OPINION:
When Ezekiel J. Emanuel, a key presidential health care adviser, told The Washington Times on Thursday that his “thinking has evolved” on the subject of health care rationing, he was making a distinction without a difference. Even his “evolved” ideas amount to nothing more than government rationing by another name.
Here’s what Dr. Emanuel told news reporter Jon Ward: “When I began working in the health policy area about 20 years ago … I thought we would definitely have to ration care, that there was a need to make a decision and deny people care.” And: “I think that over the last five to seven years … I’ve come to the conclusion that in our system we are spending way more money than we need to, a lot of it on unnecessary care. If we got rid of that care we would have absolutely no reason to even consider rationing except in a few cases.”
First of all, notice that he gives himself an out “in a few cases.” That is the health-care-rationing equivalent of being just a little bit pregnant. You either ration or you don’t.
Second, when it is the government, rather than private individuals through the open market, deciding what is or isn’t “unnecessary care,” and deciding what care to get “rid of,” then that by definition is government rationing. Government acts by compulsion. If government decides what is “necessary,” and grandma’s hip-replacement surgery is deemed “unnecessary” even if grandma wants the surgery, then grandma’s care has been rationed by the power of the state — no matter what words you use to describe it.
The reason people were wary of Dr. Emanuel in the first place is because of his writings from the 1990s in which (to quote one of them), he advocated giving younger people first dibs on medical care: “Unlike allocation by sex or race, allocation by age is not invidious discrimination; every person lives through different life stages rather than being a single age. Even if 25-year-olds receive priority over 65-year-olds, everyone who is 65 years now was previously 25 years.” In late 1996, he wrote that “services provided to individuals who are irreversibly prevented from being or becoming participating citizens are not basic and should not be guaranteed.”
As noted Friday by Ralph Reiland in the American Spectator online, Dr. Emanuel had not seemed to change much even as late as 2008: “Last year in ‘Health Affairs: The Policy Journal of the Health Sphere,’ Emanuel wrote that ‘Vague promises of savings from cutting waste, enhancing prevention and wellness, installing electronic medical records and improving quality are merely lipstick cost controls, more for show and public relations than for true change.’ ”
Ironically, those “vague promises of savings” are exactly the ones President Obama has been making in his fruitless attempts to claim that his plans won’t be exorbitantly expensive. Dr. Emanuel was right then: The only way to implement Mr. Obama’s proposals without breaking the bank is to impose the sort of rationing that Dr. Emanuel formerly pushed. That is morally unacceptable.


Without pictures, retype the following entries exactly.

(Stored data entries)
|---|

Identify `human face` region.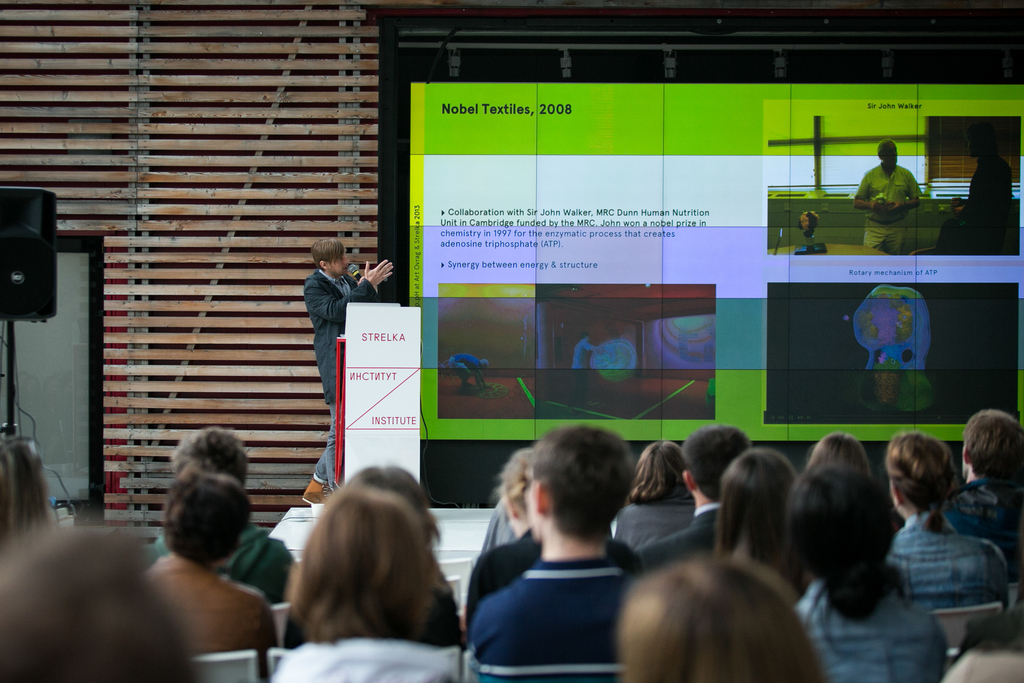
Region: box=[883, 140, 896, 160].
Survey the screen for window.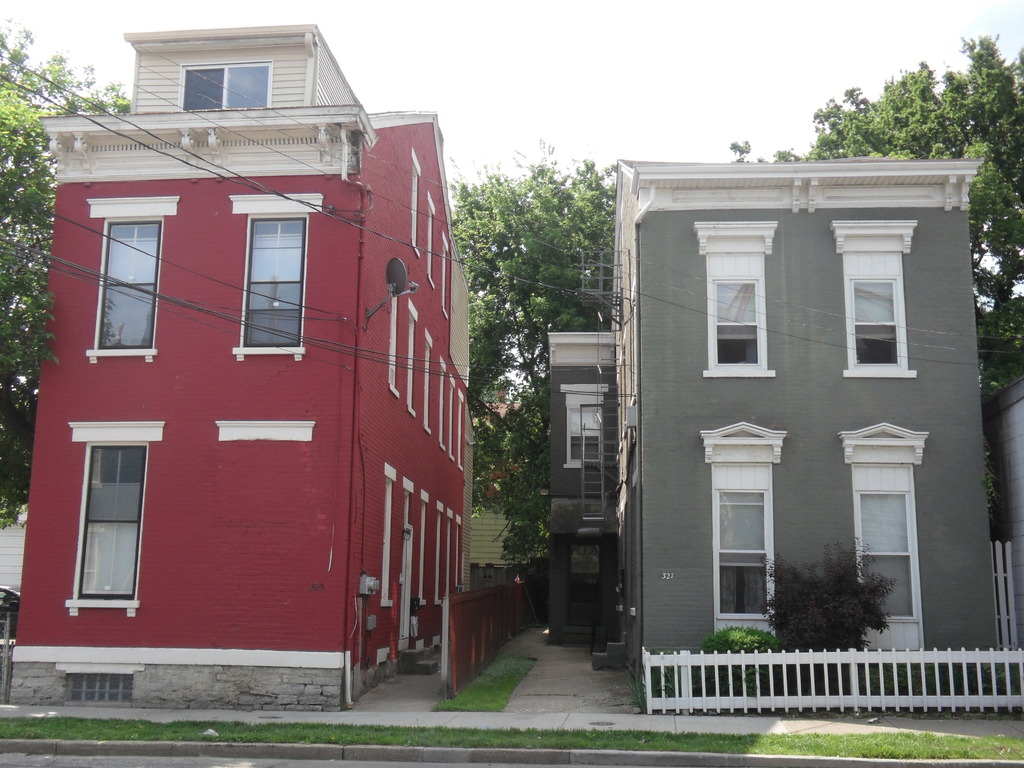
Survey found: {"left": 410, "top": 161, "right": 425, "bottom": 257}.
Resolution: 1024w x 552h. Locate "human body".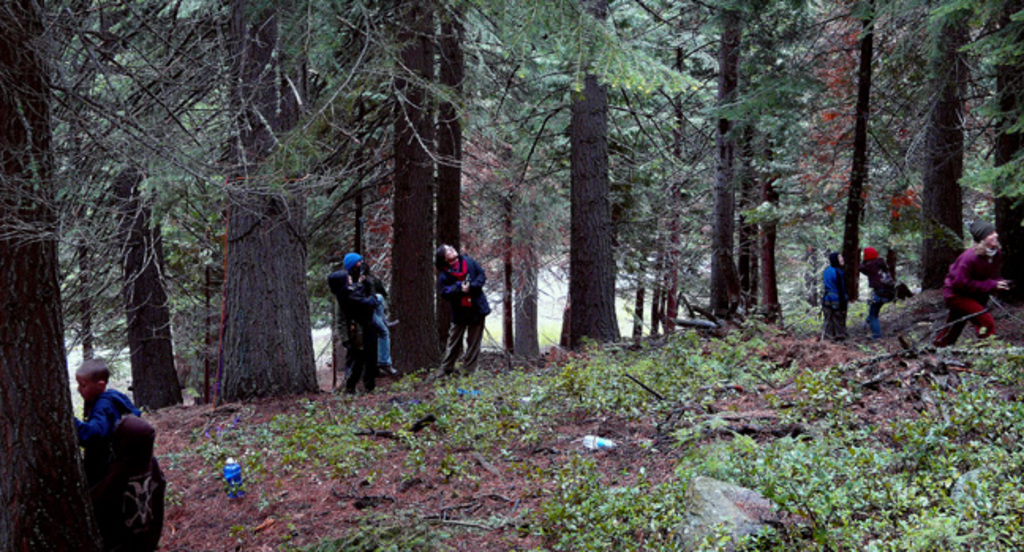
[115,467,164,550].
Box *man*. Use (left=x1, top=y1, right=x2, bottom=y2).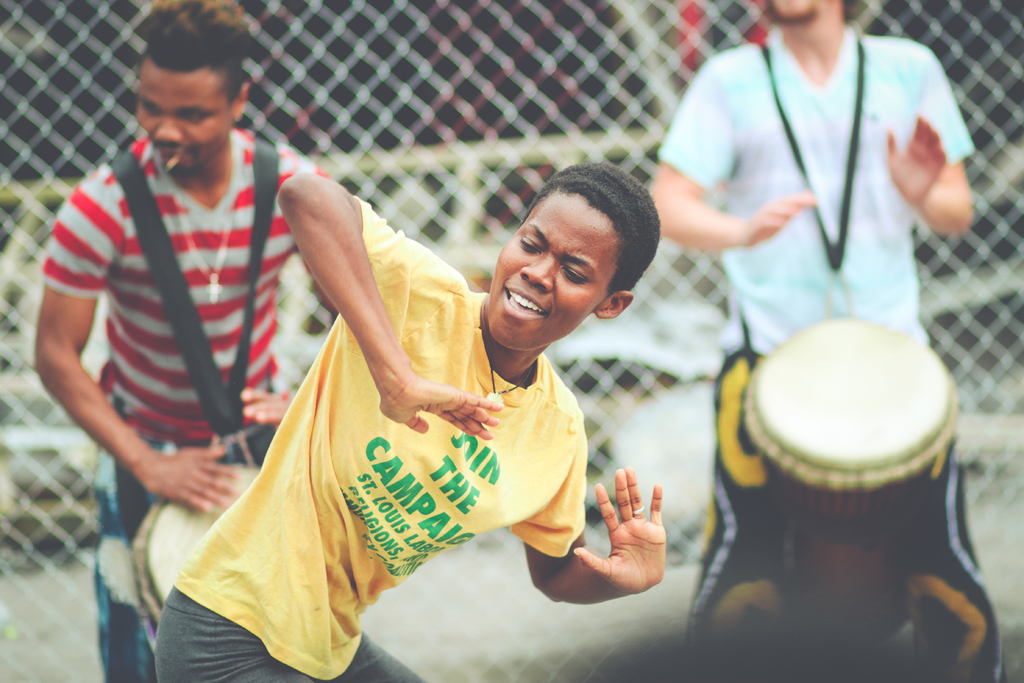
(left=31, top=21, right=346, bottom=641).
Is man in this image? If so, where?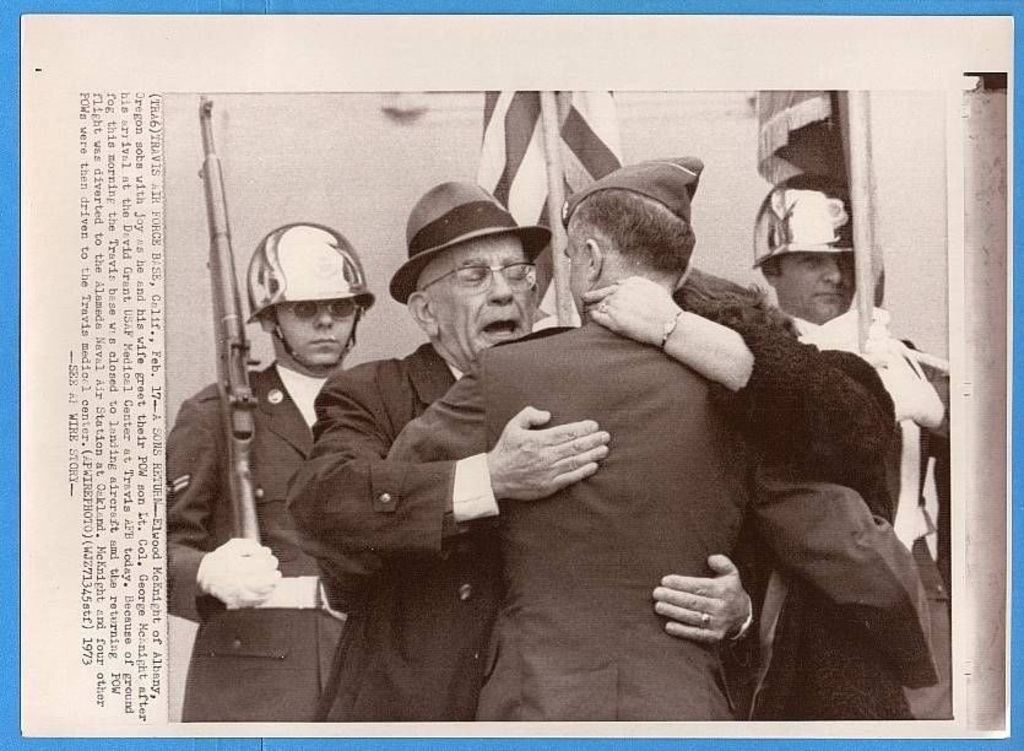
Yes, at bbox=[164, 222, 376, 723].
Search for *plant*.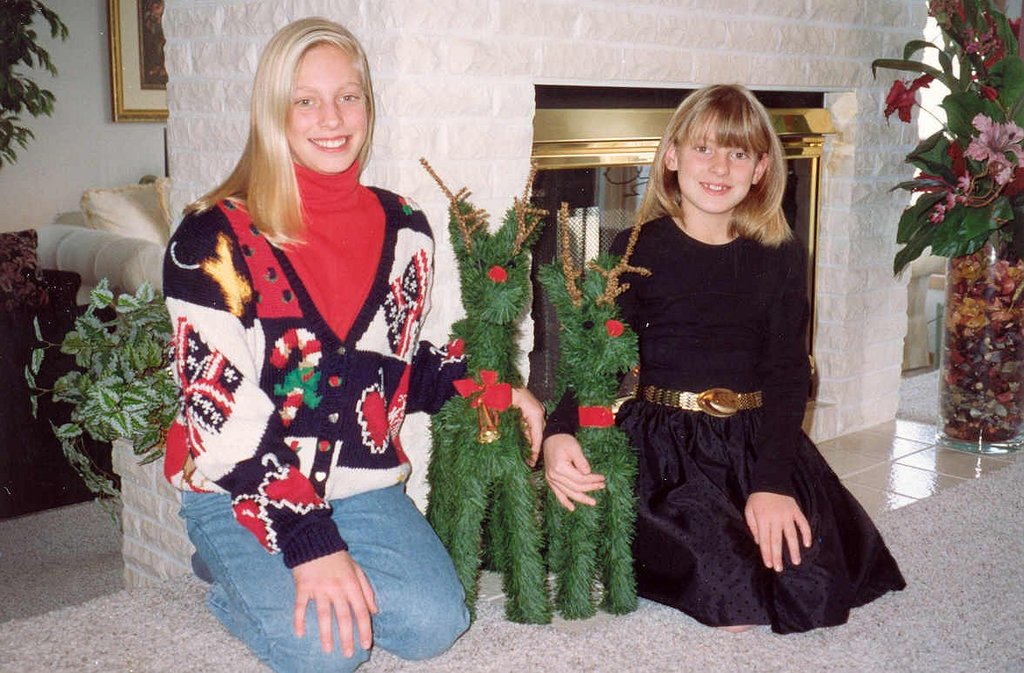
Found at Rect(858, 0, 1023, 276).
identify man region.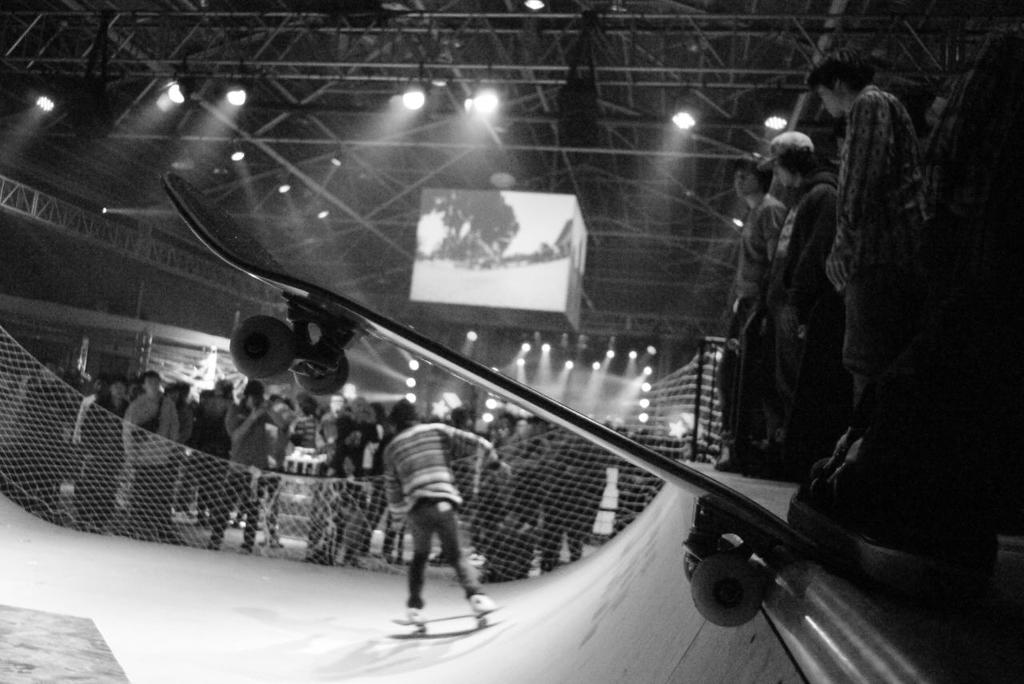
Region: (left=755, top=137, right=836, bottom=480).
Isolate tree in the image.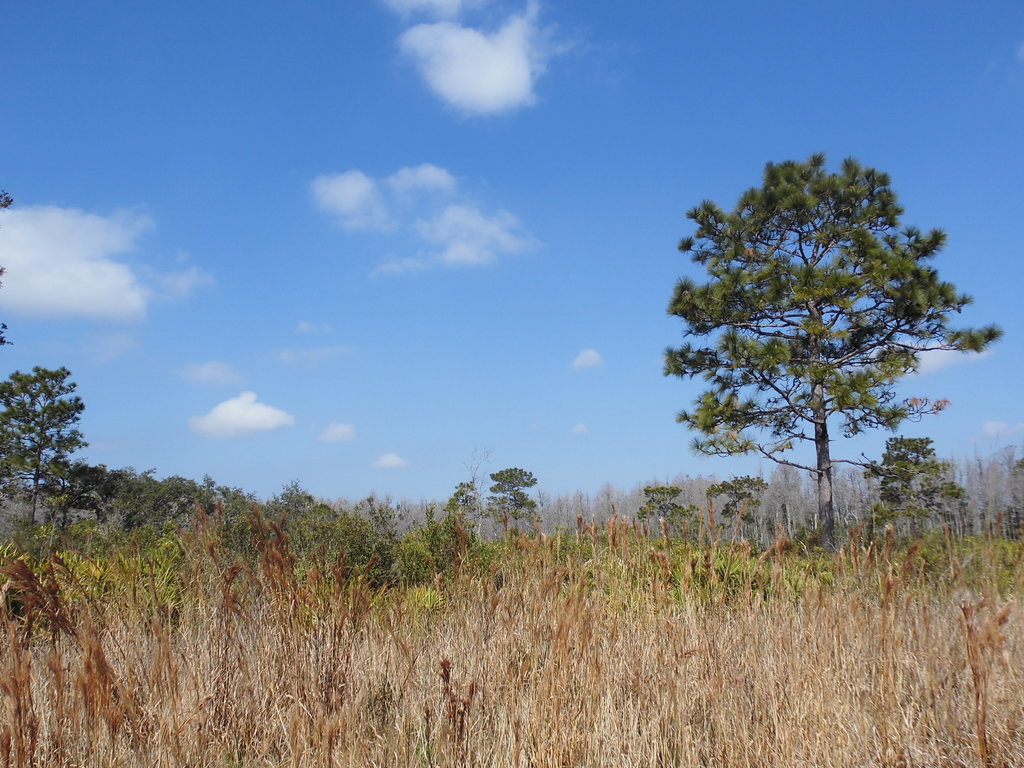
Isolated region: 0:182:14:349.
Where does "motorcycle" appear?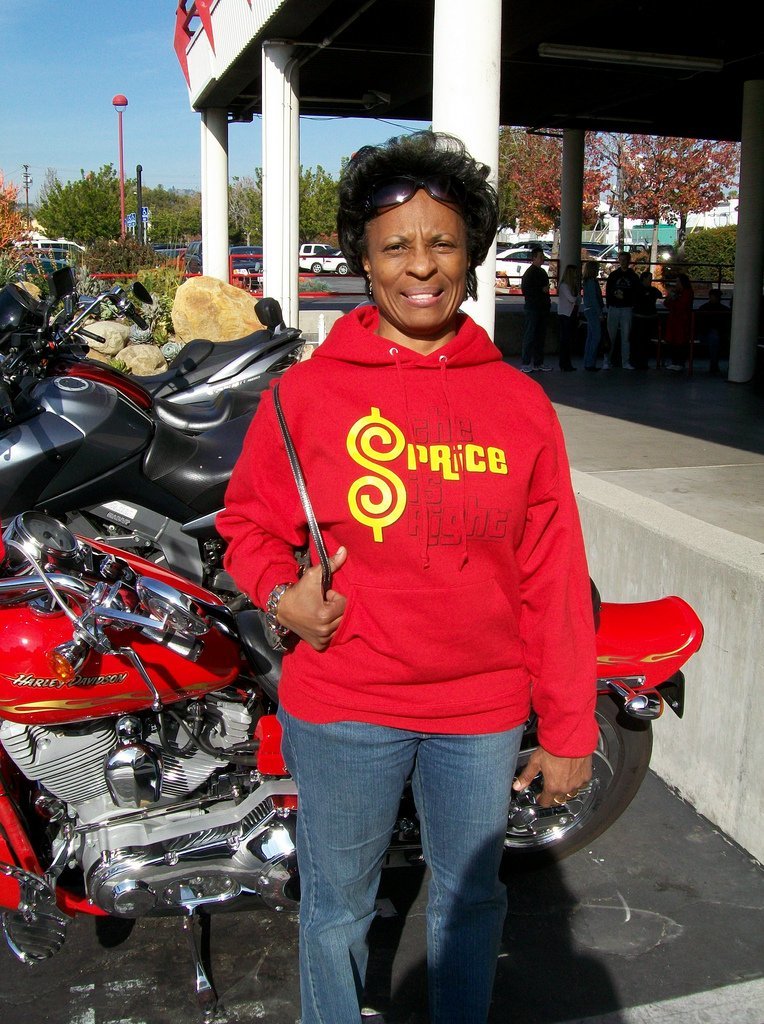
Appears at (51,290,307,405).
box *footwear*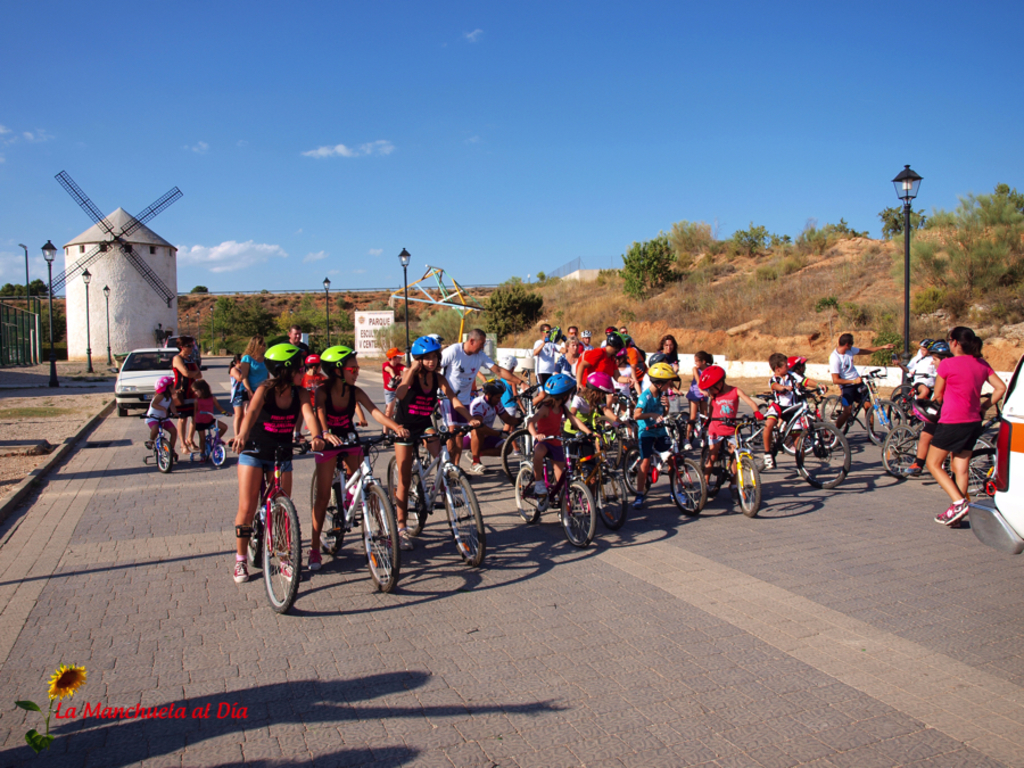
603, 511, 616, 535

|---|

▸ EXERCISE OUTPUT:
Identify `human face` region.
Region: box=[883, 140, 896, 160].
Survey the screen for window.
Survey found: {"left": 410, "top": 161, "right": 425, "bottom": 257}.
Resolution: 1024w x 552h. Locate "human body".
[115,467,164,550].
Box *man*. Use (left=x1, top=y1, right=x2, bottom=y2).
(left=31, top=21, right=346, bottom=641).
Is man in this image? If so, where?
Yes, at bbox=[164, 222, 376, 723].
Search for *plant*.
Found at Rect(858, 0, 1023, 276).
identify man region.
Region: (left=755, top=137, right=836, bottom=480).
Isolate tree in the image.
Isolated region: 0:182:14:349.
Where does "motorcycle" appear?
Appears at (51,290,307,405).
box *footwear*
603, 511, 616, 535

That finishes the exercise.